Man who enters headlong into a contention, of at least uncertain issue, and generally detrimental to his own worldly interests, merely because he fancies or believes that his religious duty commands his exertions. The Moslim of the Turkish empire, as far as I have had an opportunity of remarking, easily suppresses his feelings, his passions, the dictates of his conscience, and what he supposes agreeable to the will of the Almighty, at the dictates of his interest, or according to the wish or example of the ruling power.

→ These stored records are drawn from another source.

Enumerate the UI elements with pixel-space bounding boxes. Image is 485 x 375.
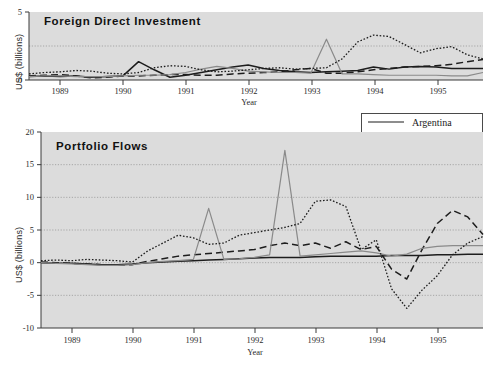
portfolio-xlabel-1989: 1989 [50,335,94,345]
fdi-xlabel-1993: 1993 [290,86,334,96]
portfolio-xlabel-1993: 1993 [294,335,338,345]
panel-portfolio: US$ (billions) Por [0,118,485,375]
portfolio-xlabel-1991: 1991 [172,335,216,345]
portfolio-ylabel-0: 0 [6,257,34,267]
fdi-xlabel-1992: 1992 [227,86,271,96]
portfolio-ylabel-5: 5 [6,225,34,235]
fdi-xlabel-1994: 1994 [353,86,397,96]
portfolio-xlabel-1992: 1992 [233,335,277,345]
fdi-xlabel-1990: 1990 [101,86,145,96]
portfolio-y-axis-title: US$ (billions) [14,227,24,283]
portfolio-xlabel-1994: 1994 [355,335,399,345]
fdi-xlabel-1995: 1995 [416,86,460,96]
portfolio-ylabel-20: 20 [6,127,34,137]
portfolio-ylabel-minus5: -5 [6,290,34,300]
fdi-ylabel-5: 5 [6,7,22,17]
portfolio-ylabel-minus10: -10 [6,323,34,333]
fdi-ylabel-0: 0 [6,75,22,85]
fdi-xlabel-1989: 1989 [38,86,82,96]
portfolio-panel-title: Portfolio Flows [56,140,148,152]
fdi-panel-title: Foreign Direct Investment [44,15,201,27]
portfolio-ylabel-15: 15 [6,159,34,169]
portfolio-xlabel-1990: 1990 [111,335,155,345]
portfolio-x-axis-title: Year [233,347,277,357]
figure-container: US$ (billions) Foreign Direct Investment [0,0,485,375]
fdi-xlabel-1991: 1991 [164,86,208,96]
fdi-x-axis-title: Year [227,97,271,107]
portfolio-xlabel-1995: 1995 [416,335,460,345]
panel-fdi: US$ (billions) Foreign Direct Investment [0,0,485,110]
portfolio-ylabel-10: 10 [6,192,34,202]
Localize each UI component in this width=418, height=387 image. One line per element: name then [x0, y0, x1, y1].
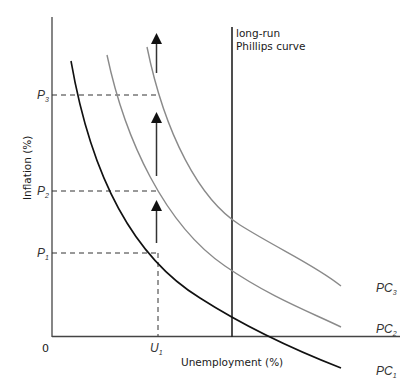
- y-tick-p3: P3: [37, 88, 49, 103]
- pc2-label: PC2: [376, 322, 397, 337]
- lrpc-label-line1: long-run: [236, 27, 280, 39]
- y-tick-p1: P1: [37, 246, 49, 261]
- x-axis-label: Unemployment (%): [181, 356, 283, 368]
- origin-label: 0: [42, 342, 49, 355]
- pc3-curve: [147, 47, 341, 286]
- pc3-label: PC3: [376, 281, 397, 296]
- pc1-label: PC1: [376, 364, 397, 379]
- lrpc-label-line2: Phillips curve: [236, 40, 306, 52]
- phillips-curve-diagram: P3 P2 P1 0 U1 Unemployment (%) Inflation…: [0, 0, 418, 387]
- arrow-icon: [151, 33, 162, 73]
- pc1-curve: [71, 61, 341, 368]
- x-tick-u1: U1: [150, 341, 163, 356]
- arrow-icon: [151, 112, 162, 176]
- dashed-guides: [52, 95, 158, 336]
- arrow-icon: [151, 200, 162, 243]
- y-axis-label: Inflation (%): [21, 136, 33, 200]
- y-tick-p2: P2: [37, 184, 49, 199]
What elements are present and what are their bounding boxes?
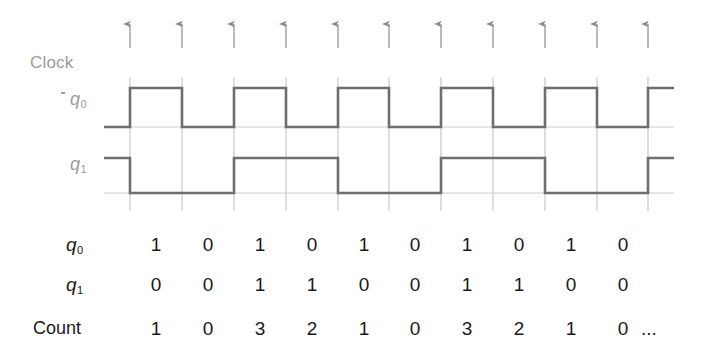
timing-diagram-figure: Clock q0 q1 q0 q1 Count 1 0 1 0 1 0 1 0 … <box>0 0 707 364</box>
cell-value: 1 <box>456 274 478 296</box>
cell-value: 2 <box>508 318 530 340</box>
cell-value: 3 <box>456 318 478 340</box>
q0-waveform <box>104 88 674 127</box>
table-row-label-count: Count <box>33 318 81 339</box>
cell-value: 1 <box>301 274 323 296</box>
cell-value: 0 <box>197 234 219 256</box>
cell-value: 0 <box>404 274 426 296</box>
clock-label: Clock <box>30 54 74 71</box>
cell-value: 1 <box>560 234 582 256</box>
table-row-label-q1: q1 <box>66 274 83 296</box>
cell-value: 0 <box>508 234 530 256</box>
cell-value: 1 <box>353 234 375 256</box>
waveform-canvas <box>0 0 707 364</box>
q0-tick-mark <box>61 92 65 94</box>
cell-value: 1 <box>560 318 582 340</box>
cell-value: 0 <box>301 234 323 256</box>
q0-waveform-label-subscript: 0 <box>80 98 87 110</box>
table-row-label-q1-text: q <box>66 274 77 295</box>
cell-value: 1 <box>353 318 375 340</box>
cell-value: 2 <box>301 318 323 340</box>
table-row-label-q1-subscript: 1 <box>77 284 84 296</box>
q1-waveform-label-subscript: 1 <box>80 163 87 175</box>
cell-value: 0 <box>612 318 634 340</box>
cell-value: 0 <box>404 318 426 340</box>
cell-value: 1 <box>456 234 478 256</box>
q0-waveform-label: q0 <box>70 90 87 110</box>
cell-value: 1 <box>145 318 167 340</box>
q1-waveform-label: q1 <box>70 155 87 175</box>
count-ellipsis: ... <box>641 318 657 340</box>
cell-value: 3 <box>249 318 271 340</box>
table-row-label-q0: q0 <box>66 234 83 256</box>
q1-waveform-label-text: q <box>70 154 80 174</box>
cell-value: 1 <box>249 234 271 256</box>
cell-value: 0 <box>145 274 167 296</box>
cell-value: 0 <box>197 274 219 296</box>
cell-value: 0 <box>560 274 582 296</box>
cell-value: 1 <box>508 274 530 296</box>
cell-value: 0 <box>353 274 375 296</box>
cell-value: 0 <box>612 274 634 296</box>
q0-waveform-label-text: q <box>70 89 80 109</box>
table-row-label-q0-subscript: 0 <box>77 244 84 256</box>
cell-value: 0 <box>197 318 219 340</box>
clock-arrows-group <box>130 24 648 48</box>
cell-value: 0 <box>612 234 634 256</box>
cell-value: 0 <box>404 234 426 256</box>
cell-value: 1 <box>249 274 271 296</box>
cell-value: 1 <box>145 234 167 256</box>
table-row-label-q0-text: q <box>66 234 77 255</box>
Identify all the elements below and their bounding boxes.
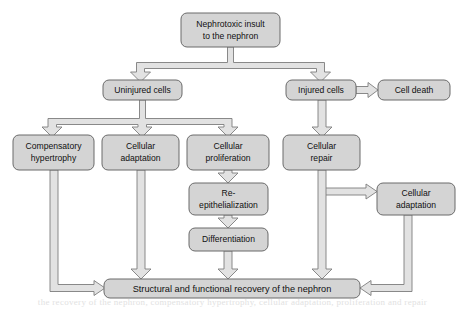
connector-hypertrophy-recovery	[50, 170, 105, 296]
connector-adaptationright-recovery	[360, 215, 412, 296]
node-re-epithelialization[interactable]: Re- epithelialization	[189, 183, 268, 215]
node-differentiation-label: Differentiation	[202, 234, 255, 244]
node-cellular-repair-line1: Cellular	[307, 141, 336, 151]
node-cell-death-label: Cell death	[395, 85, 434, 95]
node-compensatory-hypertrophy-line2: hypertrophy	[31, 153, 77, 163]
connector-uninjured-split	[42, 100, 238, 137]
connector-adaptationleft-recovery	[131, 170, 151, 279]
node-cellular-adaptation-left-line1: Cellular	[126, 141, 155, 151]
connector-repair-recovery	[312, 170, 332, 279]
connector-repair-adaptation-right	[322, 184, 377, 199]
node-injured-cells-label: Injured cells	[298, 85, 344, 95]
connector-differentiation-recovery	[218, 251, 238, 279]
node-cellular-adaptation-left[interactable]: Cellular adaptation	[102, 135, 179, 170]
node-cellular-adaptation-right-line1: Cellular	[401, 188, 430, 198]
flowchart-svg: Nephrotoxic insult to the nephron Uninju…	[0, 0, 465, 311]
figure-caption-fragment: the recovery of the nephron, compensator…	[0, 297, 465, 311]
node-nephrotoxic-insult[interactable]: Nephrotoxic insult to the nephron	[181, 13, 280, 47]
node-nephrotoxic-insult-line2: to the nephron	[203, 31, 259, 41]
node-nephrotoxic-insult-line1: Nephrotoxic insult	[196, 19, 265, 29]
node-cellular-proliferation-line1: Cellular	[213, 141, 242, 151]
node-recovery-label: Structural and functional recovery of th…	[133, 284, 332, 294]
node-re-epithelialization-line2: epithelialization	[199, 200, 258, 210]
node-cellular-proliferation[interactable]: Cellular proliferation	[187, 135, 269, 170]
connector-proliferation-reepi	[218, 170, 238, 183]
node-cellular-proliferation-line2: proliferation	[206, 153, 251, 163]
node-cellular-adaptation-right[interactable]: Cellular adaptation	[377, 183, 455, 215]
node-uninjured-cells-label: Uninjured cells	[114, 85, 170, 95]
connector-insult-split	[131, 47, 331, 82]
node-cell-death[interactable]: Cell death	[378, 80, 450, 100]
node-cellular-repair-line2: repair	[311, 153, 333, 163]
node-cellular-adaptation-left-line2: adaptation	[120, 153, 160, 163]
node-compensatory-hypertrophy[interactable]: Compensatory hypertrophy	[13, 135, 94, 170]
node-recovery[interactable]: Structural and functional recovery of th…	[104, 279, 360, 298]
node-compensatory-hypertrophy-line1: Compensatory	[26, 141, 83, 151]
node-cellular-adaptation-right-line2: adaptation	[396, 200, 436, 210]
node-uninjured-cells[interactable]: Uninjured cells	[103, 80, 182, 100]
node-nephrotoxic-insult-box[interactable]	[181, 13, 280, 47]
connector-injured-repair	[312, 100, 332, 137]
node-cellular-repair[interactable]: Cellular repair	[283, 135, 360, 170]
node-re-epithelialization-line1: Re-	[222, 188, 236, 198]
connector-injured-celldeath	[356, 83, 378, 98]
node-differentiation[interactable]: Differentiation	[189, 228, 268, 251]
node-injured-cells[interactable]: Injured cells	[286, 80, 356, 100]
connector-reepi-differentiation	[218, 215, 238, 228]
diagram-canvas: Nephrotoxic insult to the nephron Uninju…	[0, 0, 465, 311]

In the time of the Sherif, Christians were often ill treated at Djidda; they could not wear the European dress, or approach the quarter of the town situated towards the gate of Mekka. But since the arrival of Mohammed Aly's army, they walk about, and dress as they like. In December 1814, when two Englishmen passed the gate of Mekka on a walk round the town, (the first persons, probably, in a

[p.208] European dress, who had ever passed the holy boundary,) a woman was heard to exclaim, "Truly the world must be near its end, if Kafirs (or infidels) dare to tread upon this ground!" Even now, if a Christian dies there, it is not permitted that he should be interred on shore; the body is carried to a small desert island in the harbour. When, in 1815, the plague raged in the Hedjaz, an event which had never before been known, the Kadhy of Djidda, with the whole body of olemas, waited upon the Turkish governor of the city, to desire him to demolish a windmill which some Greek Christians from Cairo had built withoutside one of the gates, by order of Mohammed Aly. They were certain, they said, that the hand of God had visited them on account of this violation of the sacred territory by Christians. Some years ago an English ship was wrecked near Djidda, and among various spoils obtained from the wreck by Sherif Ghaleb was a large hog, an animal probably never before seen at Djidda: this hog, turned loose in the town with two ostriches, became the terror of all the sellers of bread and vegetables; for the mere touching of so unclean an animal as the hog, even with the edge of the gown, renders the Moslim impure, and unable to perform his prayers without previous ablution. The animal was kept for six months, when it was offered by the Sherif to an American captain for fifty dollars; but such a price being of course refused, it soon after died of a surfeit, to the great satisfaction of the inhabitants.

The Mekkawys, however, tolerate within their walls notorious heretics.